Editorial: No anti-trust exemption for baseball
Published 12:00 am Friday, November 9, 2001
Senators Paul Wellstone and Mark Dayton are on to something.
Friday, November 09, 2001
Senators Paul Wellstone and Mark Dayton are on to something. They have asked the president to support legislation that would revoke Major League Baseball’s antitrust exemption and expose the league to penalties for its conduct in the contraction scheme that would kill two teams, most likely the Twins and the Montreal Expos.
The fact is, baseball has abused its anti-trust exemption in the past and its latest scheme is the worst offense yet. The league does not deserve special treatment.

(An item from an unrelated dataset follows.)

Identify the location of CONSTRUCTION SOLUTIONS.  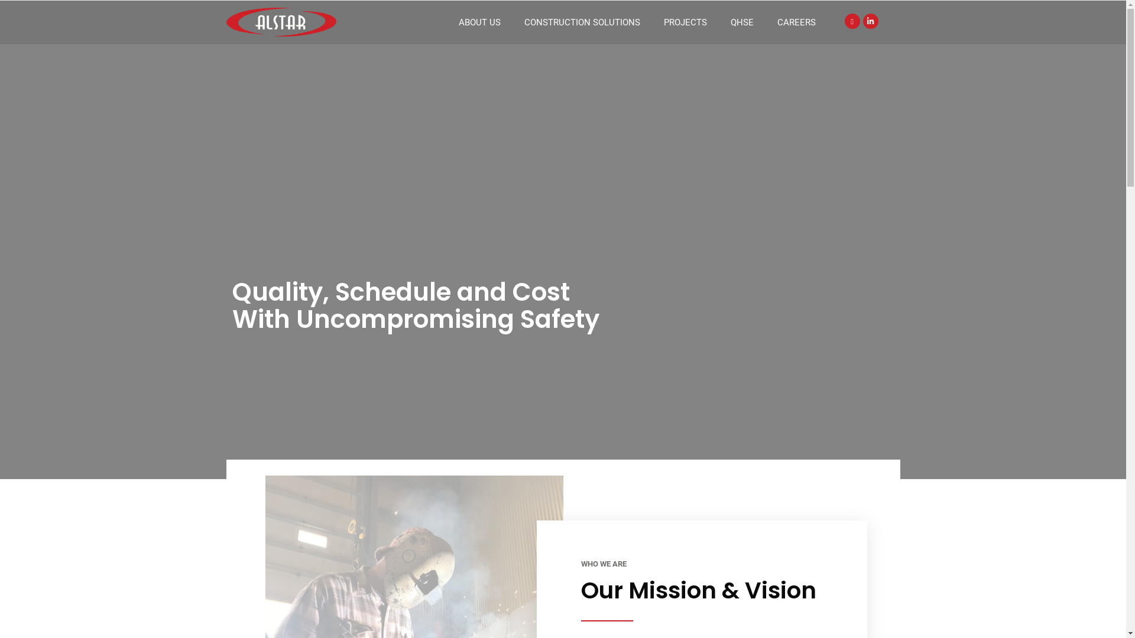
(582, 22).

The exemption, granted by the Supreme Court in 1922, keeps the league from being prosecuted when the team owners – all representing individual business organizations – come together to jointly plan operations. This is something other businesses are not allowed to get away with. The reason baseball got an exemption is because it was considered a sport, not an interstate business.

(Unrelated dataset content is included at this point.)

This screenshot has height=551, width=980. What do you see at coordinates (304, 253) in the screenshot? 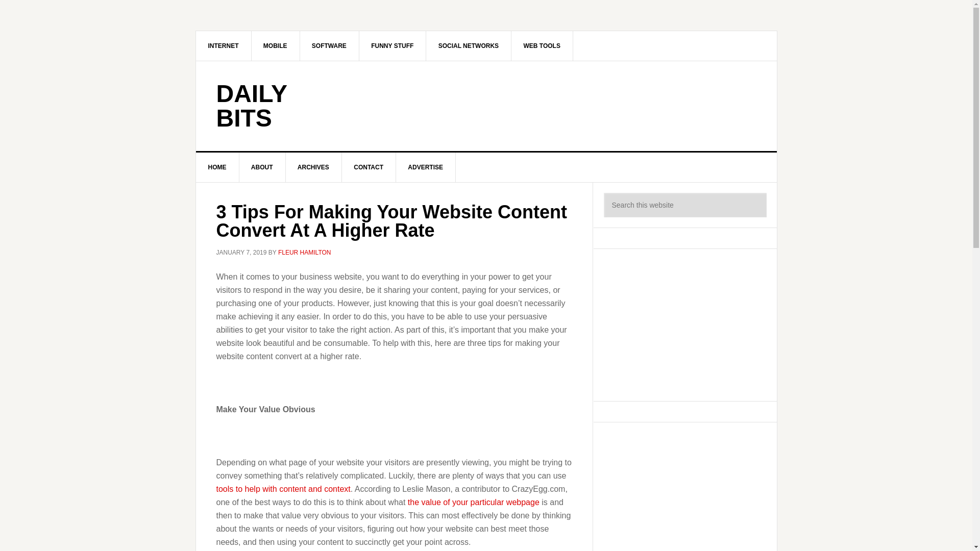
I see `FLEUR HAMILTON` at bounding box center [304, 253].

That may have been true in 1922, but big-league sports have become big business. In fact, there’s no denying that this contraction talk is all about business. Its main goal is to make the other 28 teams more wealthy by killing off two.
No other major American sports have an anti-trust exemption, and they are all getting by just fine – better than baseball, as a matter of fact. It’s time to stop giving special treatment to Major League Baseball, especially when the owners’ ruthless tactics endear them to nobody.
The effort to eliminate the Twins is an outrage; Carl Pohlad’s own tight-fisted management of his team is what drove it into the ground, and now he wants to wash his hands of the situation. It would be a crime if Minnesota lost the Twins, and owners are guilty of anti-trust crimes if they force it to happen.